The general use of hair-powder at that time made it a considerable
object of commerce, and the idea immediately suggested itself to
Schnorr that this white earth might be employed as a.substitute
for wheat flour, which was then used in its composition. He carried
a specimen to Carlsfeld, and had a hair-powder prepared, which he
sold in great quantities at Dresden, Leipzig, and other places.
Böttger
used it among others, but remarking on the unusual weight of the
powder, he inquired of his valet whence he had procured it. Having
ascertained that it was earthy, he tried it (as an ingredient in
his trials), and to his great joy found that he had at last gained
the material necessary for making white porcelain. The kaolin continued
to be known in commerce under the name of ‘Schnorrische weisse
Erde’ – Schnorr’s white earth. Its exportation
was forbidden under the severest penalty and it was carried to the
manufactory in sealed barrels by persons sworn to secrecy.

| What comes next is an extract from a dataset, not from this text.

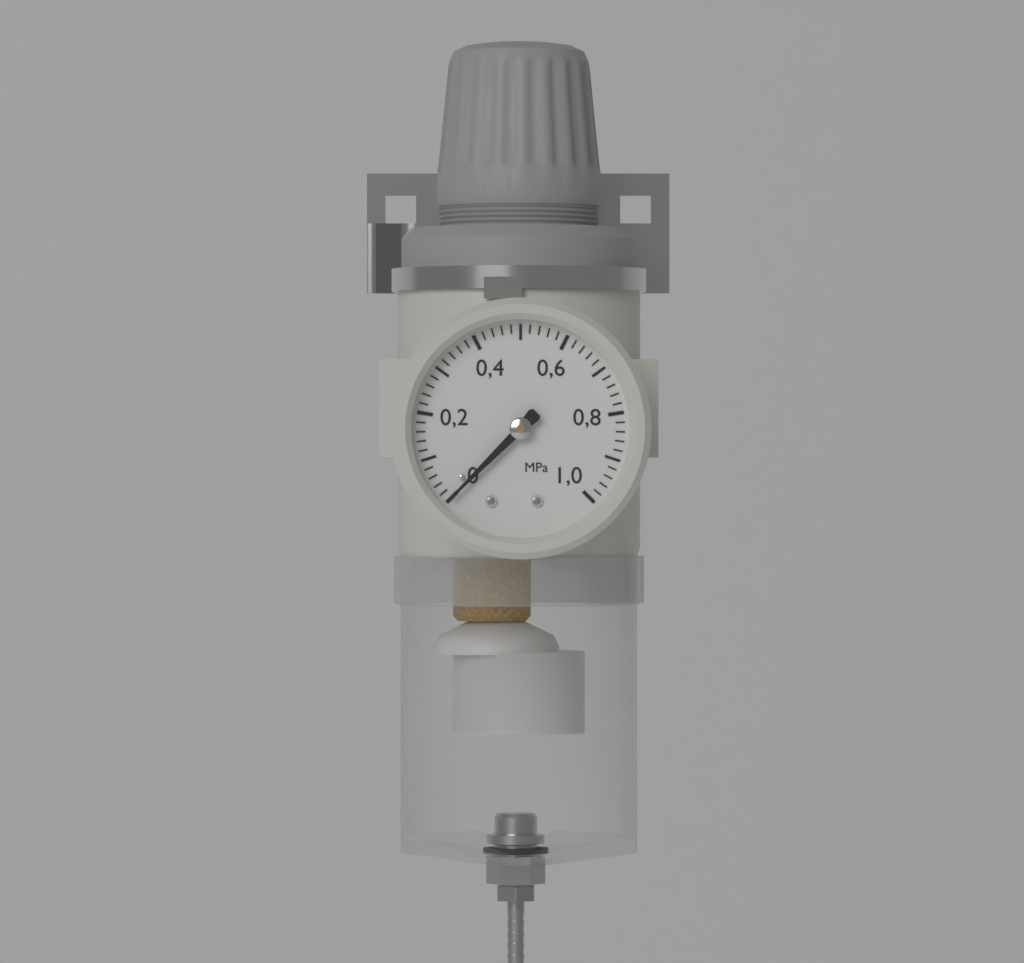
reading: 0.00 MPa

Böttger's discovery soon became the object of the most lively
jealousy, and it was equally natural that every means to obtain
the secret should be tried by other nations, as it was that the
Elector should take every precaution to keep it to himself. Strict
injunctions to secrecy were enjoined upon the workmen, not only
in regard to strangers, but also towards their comrades, but notwithstanding
this, even before Böttger's death, one of the foremen had
escaped from the manufactory and gone to Vienna, and from that city
the secret spread over Germany, and many rival establishments were
set on foot.
*Joseph Marryat, A History of Pottery
and Porcelain, Medieval and Modern, London, 1857.